Even if he puts the Yankees in his back for the rest of this season, even if his appeal is successful, A-Rod’s legacy is now secure. He could have tailed off after 2009 and slumped to an early retirement; while perhaps not beloved, he would have been respected as a pretty good hitter, perhaps worthy of some sympathy both for the media that marked him as a target and his earnest desire to win that messed with his head when he came to the plate in October. Instead, he struck out again, and cost himself even the defenders who were willing to give him breaks through his playoff struggles and off-field escapades (of which I was one). A-Rod is now the player who got a doctor whom he had never to met—a man once disciplined by the state of New Jersey for irregularities in the prescription of steroids—to go on the interview circuit contradicting his team’s claims about his health.

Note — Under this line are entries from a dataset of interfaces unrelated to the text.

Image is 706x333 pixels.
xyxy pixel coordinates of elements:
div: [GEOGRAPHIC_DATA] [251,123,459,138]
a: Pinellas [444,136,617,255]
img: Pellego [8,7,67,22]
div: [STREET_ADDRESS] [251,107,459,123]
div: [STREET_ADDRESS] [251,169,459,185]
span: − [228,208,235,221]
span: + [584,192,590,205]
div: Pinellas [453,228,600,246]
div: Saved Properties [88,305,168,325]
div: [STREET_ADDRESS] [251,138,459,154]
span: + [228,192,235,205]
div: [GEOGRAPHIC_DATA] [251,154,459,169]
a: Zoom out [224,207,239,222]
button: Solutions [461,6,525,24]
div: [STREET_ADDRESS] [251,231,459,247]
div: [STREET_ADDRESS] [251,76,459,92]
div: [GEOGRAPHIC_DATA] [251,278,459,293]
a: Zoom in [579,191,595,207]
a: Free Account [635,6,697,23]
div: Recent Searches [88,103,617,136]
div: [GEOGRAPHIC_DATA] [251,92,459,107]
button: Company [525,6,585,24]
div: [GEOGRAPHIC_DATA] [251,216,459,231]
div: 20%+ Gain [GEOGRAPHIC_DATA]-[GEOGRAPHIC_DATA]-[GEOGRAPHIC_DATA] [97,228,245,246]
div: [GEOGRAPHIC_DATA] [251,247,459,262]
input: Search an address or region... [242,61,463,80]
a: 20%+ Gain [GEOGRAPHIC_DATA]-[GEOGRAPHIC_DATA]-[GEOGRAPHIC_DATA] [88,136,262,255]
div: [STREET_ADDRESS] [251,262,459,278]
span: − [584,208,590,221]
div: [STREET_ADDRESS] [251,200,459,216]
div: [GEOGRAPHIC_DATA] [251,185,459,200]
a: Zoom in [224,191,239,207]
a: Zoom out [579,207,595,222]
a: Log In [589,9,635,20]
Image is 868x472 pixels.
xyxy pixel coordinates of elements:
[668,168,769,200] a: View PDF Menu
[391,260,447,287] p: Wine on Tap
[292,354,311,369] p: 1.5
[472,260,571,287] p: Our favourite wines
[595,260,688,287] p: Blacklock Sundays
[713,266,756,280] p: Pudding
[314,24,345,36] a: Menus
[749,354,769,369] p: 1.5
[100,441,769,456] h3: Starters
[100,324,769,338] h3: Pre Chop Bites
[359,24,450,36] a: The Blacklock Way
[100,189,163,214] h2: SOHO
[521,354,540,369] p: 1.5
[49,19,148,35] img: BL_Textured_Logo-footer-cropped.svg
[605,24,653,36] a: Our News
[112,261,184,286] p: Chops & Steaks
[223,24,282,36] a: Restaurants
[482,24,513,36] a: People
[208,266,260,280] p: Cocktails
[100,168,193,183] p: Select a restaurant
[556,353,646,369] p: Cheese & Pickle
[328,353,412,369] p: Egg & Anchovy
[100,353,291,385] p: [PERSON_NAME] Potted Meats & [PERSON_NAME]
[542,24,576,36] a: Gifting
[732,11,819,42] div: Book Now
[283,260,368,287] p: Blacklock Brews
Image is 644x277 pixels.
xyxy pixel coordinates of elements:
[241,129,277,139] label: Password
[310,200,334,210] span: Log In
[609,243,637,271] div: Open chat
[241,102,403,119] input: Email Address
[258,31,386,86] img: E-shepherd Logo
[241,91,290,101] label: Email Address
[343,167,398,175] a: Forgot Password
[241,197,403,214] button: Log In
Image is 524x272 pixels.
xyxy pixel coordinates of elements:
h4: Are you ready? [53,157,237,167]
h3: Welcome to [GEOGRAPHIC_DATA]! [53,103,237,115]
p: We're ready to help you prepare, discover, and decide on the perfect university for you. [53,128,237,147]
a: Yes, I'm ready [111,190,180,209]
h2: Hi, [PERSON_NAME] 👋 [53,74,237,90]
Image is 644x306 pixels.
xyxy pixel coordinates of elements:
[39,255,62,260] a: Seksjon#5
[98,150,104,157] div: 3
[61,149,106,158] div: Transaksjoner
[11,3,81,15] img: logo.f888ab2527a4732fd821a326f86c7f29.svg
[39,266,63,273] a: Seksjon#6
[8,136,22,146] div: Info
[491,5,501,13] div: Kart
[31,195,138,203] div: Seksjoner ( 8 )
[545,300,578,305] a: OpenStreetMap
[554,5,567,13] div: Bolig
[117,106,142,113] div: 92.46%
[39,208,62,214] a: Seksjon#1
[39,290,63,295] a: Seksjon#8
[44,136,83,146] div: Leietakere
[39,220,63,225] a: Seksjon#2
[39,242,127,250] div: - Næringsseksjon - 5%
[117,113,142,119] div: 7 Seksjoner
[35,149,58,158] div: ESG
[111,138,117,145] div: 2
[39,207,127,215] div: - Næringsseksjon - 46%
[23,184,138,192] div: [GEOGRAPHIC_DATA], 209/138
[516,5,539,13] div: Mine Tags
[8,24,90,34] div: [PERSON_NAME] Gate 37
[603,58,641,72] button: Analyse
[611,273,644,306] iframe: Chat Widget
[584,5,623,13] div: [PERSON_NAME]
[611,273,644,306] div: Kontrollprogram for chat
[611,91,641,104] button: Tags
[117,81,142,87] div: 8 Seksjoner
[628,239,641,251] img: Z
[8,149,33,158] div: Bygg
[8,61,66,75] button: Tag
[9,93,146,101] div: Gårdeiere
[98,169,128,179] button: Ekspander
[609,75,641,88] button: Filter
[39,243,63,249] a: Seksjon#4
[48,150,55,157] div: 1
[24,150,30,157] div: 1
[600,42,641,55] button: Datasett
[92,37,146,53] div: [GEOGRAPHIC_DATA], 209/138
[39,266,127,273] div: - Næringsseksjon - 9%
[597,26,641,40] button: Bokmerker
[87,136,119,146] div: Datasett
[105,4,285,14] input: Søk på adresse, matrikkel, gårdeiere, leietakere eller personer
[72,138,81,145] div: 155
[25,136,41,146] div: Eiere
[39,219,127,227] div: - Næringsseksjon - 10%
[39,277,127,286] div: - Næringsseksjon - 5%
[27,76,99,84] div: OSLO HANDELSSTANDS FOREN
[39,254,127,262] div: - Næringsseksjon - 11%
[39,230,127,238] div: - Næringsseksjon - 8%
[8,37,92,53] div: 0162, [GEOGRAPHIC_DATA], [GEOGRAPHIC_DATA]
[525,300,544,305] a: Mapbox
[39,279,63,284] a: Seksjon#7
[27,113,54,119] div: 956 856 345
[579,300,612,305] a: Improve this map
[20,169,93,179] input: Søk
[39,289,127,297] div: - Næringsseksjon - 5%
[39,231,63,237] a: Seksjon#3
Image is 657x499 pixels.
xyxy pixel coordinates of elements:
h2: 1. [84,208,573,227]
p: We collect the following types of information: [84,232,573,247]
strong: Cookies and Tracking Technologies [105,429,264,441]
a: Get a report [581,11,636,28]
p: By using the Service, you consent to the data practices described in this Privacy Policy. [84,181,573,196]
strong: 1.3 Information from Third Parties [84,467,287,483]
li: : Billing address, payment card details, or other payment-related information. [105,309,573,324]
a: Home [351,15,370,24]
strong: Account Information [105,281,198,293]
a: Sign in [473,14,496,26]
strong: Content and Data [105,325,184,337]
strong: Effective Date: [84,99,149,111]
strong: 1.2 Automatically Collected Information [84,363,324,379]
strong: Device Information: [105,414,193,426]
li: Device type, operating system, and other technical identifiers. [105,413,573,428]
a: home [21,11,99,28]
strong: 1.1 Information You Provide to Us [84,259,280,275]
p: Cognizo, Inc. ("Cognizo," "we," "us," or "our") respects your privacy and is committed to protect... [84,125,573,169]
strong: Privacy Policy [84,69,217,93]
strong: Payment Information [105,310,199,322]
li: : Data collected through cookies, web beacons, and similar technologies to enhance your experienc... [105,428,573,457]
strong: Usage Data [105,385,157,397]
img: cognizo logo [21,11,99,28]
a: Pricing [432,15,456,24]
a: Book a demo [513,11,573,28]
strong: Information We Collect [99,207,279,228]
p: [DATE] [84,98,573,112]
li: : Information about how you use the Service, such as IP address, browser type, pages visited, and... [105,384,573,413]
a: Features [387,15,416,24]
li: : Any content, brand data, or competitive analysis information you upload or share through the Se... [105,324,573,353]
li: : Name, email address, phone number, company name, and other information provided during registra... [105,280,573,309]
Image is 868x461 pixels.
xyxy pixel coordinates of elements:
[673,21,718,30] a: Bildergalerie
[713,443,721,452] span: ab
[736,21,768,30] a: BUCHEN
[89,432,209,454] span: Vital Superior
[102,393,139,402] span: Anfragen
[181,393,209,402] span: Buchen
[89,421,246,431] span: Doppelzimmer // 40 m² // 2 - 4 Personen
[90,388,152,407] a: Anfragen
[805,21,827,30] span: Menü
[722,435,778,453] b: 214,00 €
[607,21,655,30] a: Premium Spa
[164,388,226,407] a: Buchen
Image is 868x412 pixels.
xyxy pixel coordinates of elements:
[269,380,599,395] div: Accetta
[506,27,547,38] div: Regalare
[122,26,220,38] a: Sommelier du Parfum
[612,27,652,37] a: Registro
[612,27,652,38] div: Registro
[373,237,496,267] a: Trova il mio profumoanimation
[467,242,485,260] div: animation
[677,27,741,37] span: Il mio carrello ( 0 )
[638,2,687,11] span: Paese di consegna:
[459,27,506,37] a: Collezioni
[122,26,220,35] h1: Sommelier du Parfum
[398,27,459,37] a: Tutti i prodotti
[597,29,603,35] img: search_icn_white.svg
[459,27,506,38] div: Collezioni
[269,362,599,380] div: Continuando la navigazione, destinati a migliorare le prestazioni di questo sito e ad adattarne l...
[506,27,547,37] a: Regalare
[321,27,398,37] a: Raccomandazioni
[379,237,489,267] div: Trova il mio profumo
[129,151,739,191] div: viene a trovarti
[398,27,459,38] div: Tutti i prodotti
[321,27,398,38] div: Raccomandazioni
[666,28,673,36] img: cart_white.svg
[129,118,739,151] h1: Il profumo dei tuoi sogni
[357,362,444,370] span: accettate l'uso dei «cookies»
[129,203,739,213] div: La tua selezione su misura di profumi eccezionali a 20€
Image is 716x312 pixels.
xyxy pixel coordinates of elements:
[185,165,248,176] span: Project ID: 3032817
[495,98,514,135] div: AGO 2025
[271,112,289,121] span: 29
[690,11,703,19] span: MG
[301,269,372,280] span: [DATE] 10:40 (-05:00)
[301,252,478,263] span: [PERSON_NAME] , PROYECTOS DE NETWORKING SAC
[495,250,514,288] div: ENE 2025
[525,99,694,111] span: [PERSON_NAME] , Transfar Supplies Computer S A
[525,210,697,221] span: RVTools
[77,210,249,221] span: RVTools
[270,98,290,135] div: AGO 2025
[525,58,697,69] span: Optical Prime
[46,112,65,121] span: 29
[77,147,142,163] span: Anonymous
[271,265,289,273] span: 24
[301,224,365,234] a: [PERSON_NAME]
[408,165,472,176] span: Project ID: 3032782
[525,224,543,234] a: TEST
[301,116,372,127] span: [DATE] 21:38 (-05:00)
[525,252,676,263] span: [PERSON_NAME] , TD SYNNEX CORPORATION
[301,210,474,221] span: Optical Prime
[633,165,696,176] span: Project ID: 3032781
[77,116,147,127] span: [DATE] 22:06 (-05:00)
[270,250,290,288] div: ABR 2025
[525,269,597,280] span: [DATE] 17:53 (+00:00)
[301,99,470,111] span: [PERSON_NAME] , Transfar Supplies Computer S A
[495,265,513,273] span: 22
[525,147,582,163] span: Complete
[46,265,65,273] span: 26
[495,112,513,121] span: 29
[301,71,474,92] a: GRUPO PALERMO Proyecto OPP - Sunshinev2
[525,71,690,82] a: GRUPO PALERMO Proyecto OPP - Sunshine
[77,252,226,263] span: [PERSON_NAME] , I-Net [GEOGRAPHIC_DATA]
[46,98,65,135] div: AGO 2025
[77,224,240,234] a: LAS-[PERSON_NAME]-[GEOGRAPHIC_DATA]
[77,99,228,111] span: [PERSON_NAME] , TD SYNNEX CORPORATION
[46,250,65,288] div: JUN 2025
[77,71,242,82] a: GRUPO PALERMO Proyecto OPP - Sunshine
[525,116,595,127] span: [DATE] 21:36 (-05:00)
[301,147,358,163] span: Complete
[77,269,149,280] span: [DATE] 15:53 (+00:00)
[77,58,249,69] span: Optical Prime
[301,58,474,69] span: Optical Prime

And so the A-Rod saga has now become a full-fledged soap opera; the sort of macabre spectacle that baseball fans will claim to hate all while riveting themselves to each and every new detail. He has become bigger than his team and bigger than the game, but he still stubbornly believes he can win everyone over and reclaim some of that past glory. Most likely he is deluded, though one never truly knows when it comes to legendary figures. Thinking of A-Rod in such abstract terms may be the only way for Yankees fans to cope with their returning third baseman, as they certainly cannot embrace him as they do with their other stars. The man is now a myth, a lesson to us all of the dangers of excess, one whose ongoing story may reveal yet more about the endless human capacity for self-deception. For all the undeserved fixations over the trivial details of A-Rod’s life, for all of the possibly troublesome tactics the Commissioner’s Office used in its push to find itself a scapegoat for the steroid era it so badly mismanaged, he will deserve every boo he hears.